Ailing Swiss bank UBS is cutting 8,700 jobs after £1.18billion first-quarter losses but it is not known whether the axe will fall in Birmingham.

The investment giant, which agreed a Swiss government bail-out last October, will cut staff levels from the current 76,200 in 50 countries to 67,500 by 2010.

A spokesman said it is not clear whether the cutbacks will affect its offices on Colmore Row, Birmingham.

He said: “There is no breakdown at all at this stage. It is an ongoing process and we don’t comment on staff departures.”

UBS was heavily exposed to the complex mortgage-backed investments hit by the credit crunch and the latest losses reflect a further £2.3bn write-down on its toxic assets.

The new cull comes just two months after UBS said it was cutting at least 2,000 more jobs, mostly from its troubled investment banking division.

Chief executive Oswald Grubel said: “Unfortunately, I am not able, as yet, to offer you any good news.

“Instead, I am forced to present you with another round of unsatisfactory performance figures and to announce further drastic measures.

“Our outlook remains cautious and we face many uncertainties.

“We have to prepare ourselves for this, even though we are entitled to be very optimistic about the longer-term prospects for our bank.” The news is a setback for the sector after better-than-expected results from US banks Goldman Sachs and Wells Fargo in recent days.

UBS is planning to make savings of up to £2.36bn to cope with the tough market conditions and lower levels of business.

The bank, which employs 7,000 staff in the United Kingdom, said the job cuts were “unfortunately unavoidable”. It will cut 2,500 jobs in Switzerland, and thousands more in the US.

Despite the latest losses, UBS said it had a tier one capital ratio – a key measure of balance-sheet strength – of around ten per cent at the end of March. But UBS also said it saw a net £4.1bn flow out of the bank during the first three months of 2009 from business customers.

This was seen mainly after it paid a fine of £525m to authorities in the Un ited States in February to settle charges of assisting alleged tax fraud by some of its US clients.

The financial crisis has already forced UBS to announce more than £33 billion of write-downs and its shares have lost nearly three-quarters of their value in the last 12 months.

The icon of Swiss banking came to the verge of collapse in October and was forced to ask the Swiss state for help.

Berne gave it a cash injection of £3.5bn and the Swiss National Bank agreed to absorb into a special fund some of UBS’ toxic assets, a sum now amounting to more than £26 billion.

Kepler Equities’ analyst Dirk Becker said: “Cost-cutting is always a sign of weakness. It means you cannot generate profit.”

The Birmingham Post revealed in August that directors of the UBS Wealth Management office oversaw a huge expansion at the Birmingham office.

It doubled its presence at Colmore Row by taking on eight staff from PricewaterhouseCoopers’ Birmingham office.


**Aim of the task:**
Could you retype all of the entries exactly, without their pictures?

Excerpts from a figure dataset

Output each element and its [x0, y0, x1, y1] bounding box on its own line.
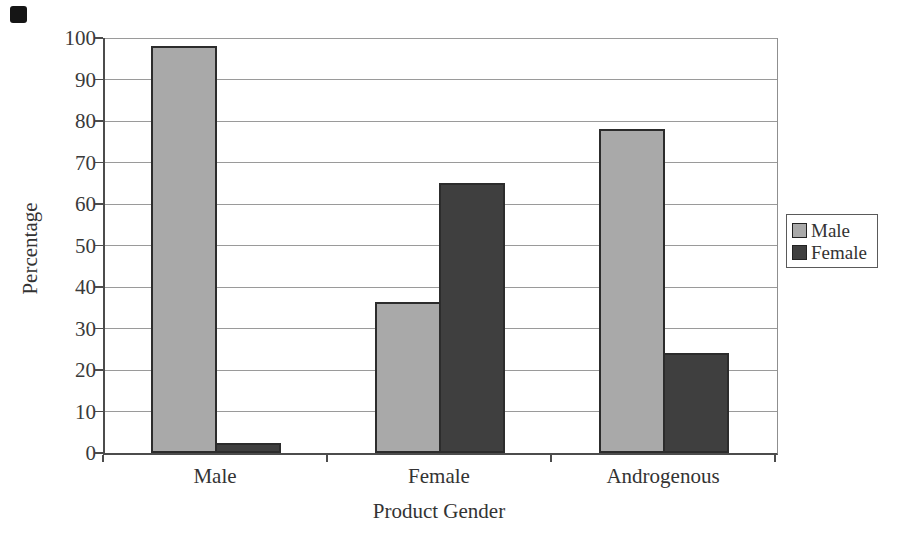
y-tick-mark-10	[95, 411, 103, 413]
legend-swatch-male	[792, 223, 807, 238]
y-tick-label-80: 80	[38, 111, 96, 132]
x-tick-mark-1	[326, 455, 328, 462]
y-tick-label-60: 60	[38, 194, 96, 215]
y-tick-label-10: 10	[38, 401, 96, 422]
bar-male-androgenous	[599, 129, 665, 453]
y-tick-mark-100	[95, 37, 103, 39]
category-label-androgenous: Androgenous	[551, 464, 775, 489]
y-tick-mark-90	[95, 79, 103, 81]
print-artifact-square	[10, 6, 27, 23]
legend-row-female: Female	[792, 241, 873, 263]
y-tick-label-40: 40	[38, 277, 96, 298]
y-tick-mark-30	[95, 328, 103, 330]
y-tick-mark-40	[95, 286, 103, 288]
legend: MaleFemale	[786, 214, 878, 268]
y-tick-mark-0	[95, 452, 103, 454]
legend-label-male: Male	[811, 221, 850, 240]
x-axis-title: Product Gender	[103, 499, 775, 524]
y-tick-mark-20	[95, 369, 103, 371]
x-tick-mark-2	[550, 455, 552, 462]
legend-label-female: Female	[811, 243, 867, 262]
bar-male-male	[151, 46, 217, 453]
plot-area	[103, 38, 778, 455]
y-tick-label-0: 0	[38, 443, 96, 464]
x-tick-mark-0	[102, 455, 104, 462]
gridline-100	[105, 38, 777, 39]
y-tick-label-50: 50	[38, 235, 96, 256]
bar-female-female	[439, 183, 505, 453]
y-tick-label-30: 30	[38, 318, 96, 339]
y-tick-label-70: 70	[38, 152, 96, 173]
category-label-female: Female	[327, 464, 551, 489]
y-tick-mark-50	[95, 245, 103, 247]
chart-page: Percentage 0102030405060708090100 MaleFe…	[0, 0, 913, 540]
y-tick-mark-80	[95, 120, 103, 122]
bar-female-androgenous	[663, 353, 729, 453]
category-label-male: Male	[103, 464, 327, 489]
y-tick-label-20: 20	[38, 360, 96, 381]
y-tick-label-90: 90	[38, 69, 96, 90]
bar-male-female	[375, 302, 441, 453]
y-tick-mark-70	[95, 162, 103, 164]
y-tick-label-100: 100	[38, 28, 96, 49]
x-tick-mark-3	[774, 455, 776, 462]
bar-female-male	[215, 443, 281, 453]
legend-row-male: Male	[792, 219, 873, 241]
legend-swatch-female	[792, 245, 807, 260]
y-tick-mark-60	[95, 203, 103, 205]
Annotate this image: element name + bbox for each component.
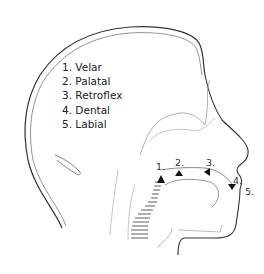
marker-label-1: 1. <box>156 161 165 172</box>
legend-item-palatal: 2. Palatal <box>62 74 122 88</box>
legend: 1. Velar 2. Palatal 3. Retroflex 4. Dent… <box>62 60 122 131</box>
neck-spine <box>110 170 135 240</box>
head-diagram <box>0 0 264 274</box>
legend-item-velar: 1. Velar <box>62 60 122 74</box>
palatal-marker-icon <box>175 170 183 176</box>
neck-back <box>55 155 80 175</box>
marker-label-4: 4. <box>233 175 242 186</box>
retroflex-marker-icon <box>204 168 210 176</box>
legend-item-dental: 4. Dental <box>62 103 122 117</box>
nasal-structures <box>140 80 210 155</box>
airflow-hatching <box>131 182 162 238</box>
legend-item-retroflex: 3. Retroflex <box>62 88 122 102</box>
jaw-line <box>158 225 222 248</box>
velar-marker-icon <box>157 175 165 183</box>
tongue-outline <box>165 179 219 207</box>
marker-label-2: 2. <box>175 157 184 168</box>
marker-label-5: 5. <box>245 186 254 197</box>
legend-item-labial: 5. Labial <box>62 117 122 131</box>
sinus-detail <box>150 118 215 140</box>
marker-label-3: 3. <box>206 157 215 168</box>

**Response area:**
Output each element and its [x0, y0, x1, y1] bounding box on its own line.
y-tick-mark-10	[95, 411, 103, 413]
legend-swatch-male	[792, 223, 807, 238]
y-tick-label-80: 80	[38, 111, 96, 132]
x-tick-mark-1	[326, 455, 328, 462]
y-tick-label-60: 60	[38, 194, 96, 215]
y-tick-label-10: 10	[38, 401, 96, 422]
bar-male-androgenous	[599, 129, 665, 453]
y-tick-mark-100	[95, 37, 103, 39]
category-label-androgenous: Androgenous	[551, 464, 775, 489]
y-tick-mark-90	[95, 79, 103, 81]
print-artifact-square	[10, 6, 27, 23]
legend-row-female: Female	[792, 241, 873, 263]
y-tick-label-40: 40	[38, 277, 96, 298]
y-tick-mark-30	[95, 328, 103, 330]
y-tick-mark-40	[95, 286, 103, 288]
legend: MaleFemale	[786, 214, 878, 268]
y-tick-mark-0	[95, 452, 103, 454]
legend-label-male: Male	[811, 221, 850, 240]
x-axis-title: Product Gender	[103, 499, 775, 524]
y-tick-mark-20	[95, 369, 103, 371]
x-tick-mark-2	[550, 455, 552, 462]
legend-label-female: Female	[811, 243, 867, 262]
bar-male-male	[151, 46, 217, 453]
plot-area	[103, 38, 778, 455]
y-tick-label-0: 0	[38, 443, 96, 464]
x-tick-mark-0	[102, 455, 104, 462]
gridline-100	[105, 38, 777, 39]
y-tick-label-50: 50	[38, 235, 96, 256]
bar-female-female	[439, 183, 505, 453]
y-tick-label-30: 30	[38, 318, 96, 339]
y-tick-label-70: 70	[38, 152, 96, 173]
category-label-female: Female	[327, 464, 551, 489]
y-tick-mark-50	[95, 245, 103, 247]
chart-page: Percentage 0102030405060708090100 MaleFe…	[0, 0, 913, 540]
y-tick-mark-80	[95, 120, 103, 122]
bar-female-androgenous	[663, 353, 729, 453]
category-label-male: Male	[103, 464, 327, 489]
y-tick-label-20: 20	[38, 360, 96, 381]
y-tick-label-90: 90	[38, 69, 96, 90]
bar-male-female	[375, 302, 441, 453]
y-tick-mark-70	[95, 162, 103, 164]
y-tick-label-100: 100	[38, 28, 96, 49]
x-tick-mark-3	[774, 455, 776, 462]
bar-female-male	[215, 443, 281, 453]
legend-row-male: Male	[792, 219, 873, 241]
legend-swatch-female	[792, 245, 807, 260]
y-tick-mark-60	[95, 203, 103, 205]
Annotate this image: element name + bbox for each component.
marker-label-1: 1. <box>156 161 165 172</box>
legend-item-palatal: 2. Palatal <box>62 74 122 88</box>
legend: 1. Velar 2. Palatal 3. Retroflex 4. Dent… <box>62 60 122 131</box>
neck-spine <box>110 170 135 240</box>
head-diagram <box>0 0 264 274</box>
legend-item-velar: 1. Velar <box>62 60 122 74</box>
palatal-marker-icon <box>175 170 183 176</box>
neck-back <box>55 155 80 175</box>
marker-label-4: 4. <box>233 175 242 186</box>
retroflex-marker-icon <box>204 168 210 176</box>
legend-item-dental: 4. Dental <box>62 103 122 117</box>
nasal-structures <box>140 80 210 155</box>
airflow-hatching <box>131 182 162 238</box>
legend-item-retroflex: 3. Retroflex <box>62 88 122 102</box>
jaw-line <box>158 225 222 248</box>
velar-marker-icon <box>157 175 165 183</box>
tongue-outline <box>165 179 219 207</box>
marker-label-2: 2. <box>175 157 184 168</box>
marker-label-5: 5. <box>245 186 254 197</box>
legend-item-labial: 5. Labial <box>62 117 122 131</box>
sinus-detail <box>150 118 215 140</box>
marker-label-3: 3. <box>206 157 215 168</box>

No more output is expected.